I have thought a lot about how this happened, now that the storm has ceased. And I see where I went wrong. It was that very first mess. After that it was all over. With only one adult in the house you can’t clean up a room full of pudding or stuffing or garbage or brown sugar and carefully enforce angelic obedience simultaneously. I let that first infraction slide. Oh I told them no. But I finished my call to Sweet Boy #1’s teacher and didn’t follow through until a few minutes later. I am a person who likes to finish a task before going on t0 the next one. If I hear gleeful giggling from upstairs while I am hanging up their snow clothes on the landing, I finish hanging those last two coats before investigating. If I am typing an e-mail I like to finish, if I am loading the washing machine I like to add the soap. I have come to realize that completing a task is a luxury I can ill afford. I must rush to them at that first malicious giggle. Zoom into the kitchen at the first clink of the sugar canister easing across the counter. Fly to my brood when I hear water turning on anywhere in the house or laughter near the toilet. Difficult, against my nature, but I must leave sentences unfinished, dishes half loaded, and let the washer swirl and churn without soap on occasion.

A sad sad realization.

But that night, after they had all been tucked into bed, and were sleeping flopped across their beds in destruction induced exhaustion, I looked at their sweet faces and realized that I did alright. I didn’t do it perfectly, made some mistakes, and no our carpet will never be the same, nor our bean bags. But the crib cleaned up well and so did the boys. I didn’t have the calmest face or voice, but I wasn’t screaming at the top of my lungs either. And most importantly, while I did express my horror in a stronger tone than I would have chosen during saner calmer moments, I never said anything that is going to put them into therapy in twenty years. They knew I was furious, but in the end as I tucked them into bed, they laid down with that settled confidence of children who know that they are loved.

We survived. And someday…maybe someday, this just might end up being just a tiny bit funny. Even to me.

Kristen

I promise you a crazed animal, a concussion, and a kiss in every single book...you're welcome!
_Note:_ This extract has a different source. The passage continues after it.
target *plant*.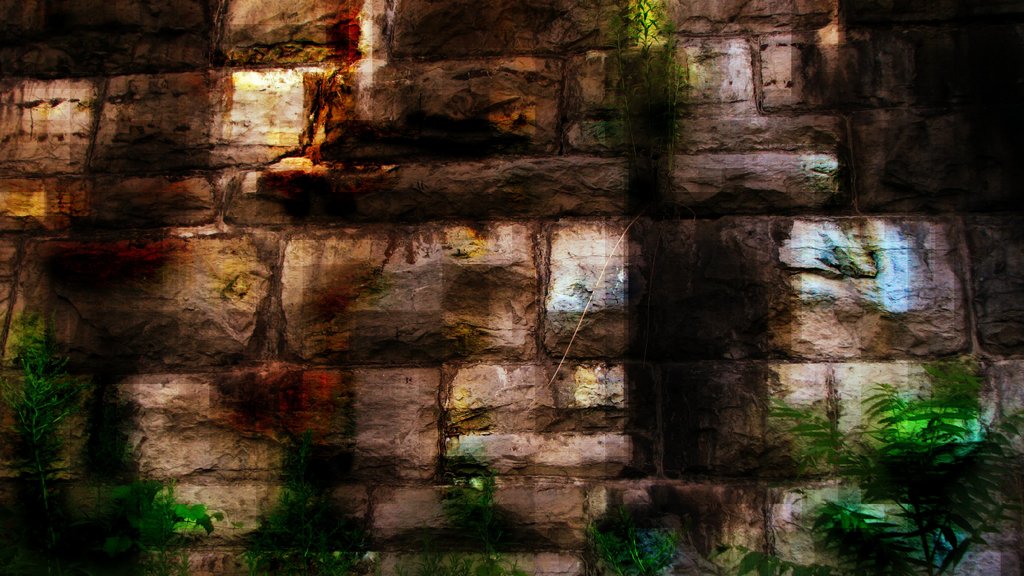
Target region: x1=566 y1=521 x2=690 y2=575.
4 thoughts on “The Harrowing/Heartwarming Parent Moment of the Week

  • Oh Kristen, I have lived that day. Different details, but THAT day. Now, it does make a great story, but primarily because it’s been at least 5 years and I’m not currently living it or cleaning up the mess (one small part of THAT day: one young toddler decided that the only possible action to take at the moment I stepped out to set the sprinkler in the back yard during snack was to empty his messy diaper into his sister’s bowl of strawberry rhubarb sauce and thoroughly mix it up with a spoon. My spoon. From my kitchen my spoon. In my bowl.). Sadly, at the end of the day I don’t think I could reflect with as much gratefulness on my responses as you. I remember arriving at my mother in law’s home late that night after more adventures and travel and she came out to greet me. I opened those van doors and said something to the effect of “they’re yours, just take them, I’ll come in later…” 🙂
    Thank you for the reminder of what’s really important in the midst of all this parenting/learning!
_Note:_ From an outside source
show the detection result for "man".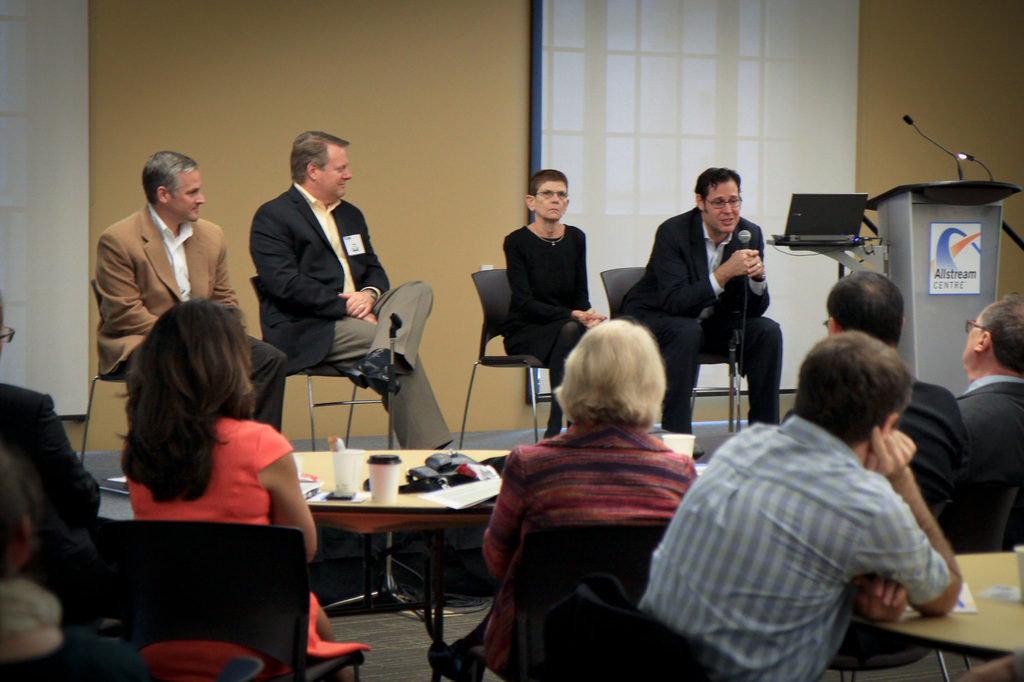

  • That day was a Wednesday, I blog on Sunday mornings. It took that long for me to get my eyebrows smashed back down to where they were supposed to go and be capable of putting all of those details into something more coherent than general frothing, followed by a mixture of shouted “No Don’t You Dare” s and random sobbing. Poop and Rhubarb! That is just the height of YUCK! You cannot know how glad I am that another mother has lived this day. Not that I would wish it on anyone, but since I had to go through it…well I guess I would wish just a little bit. Misery loves company you know. And you seemed so normal and sane at camp. There is hope for me yet, perhaps I am not permanently damaged after all.

  • Liz Dewsnap

    Bless you dear Kristen. Yes, you WILL laugh one day (it will be a while I suspect) – think about the leverage you will have when they start to date! By the way, I did not laugh, I whimpered….

  • Samantha T

    Wow, what a disaster.

    Yes, someday, when all three boys are much older, you will look back on this and laugh about it.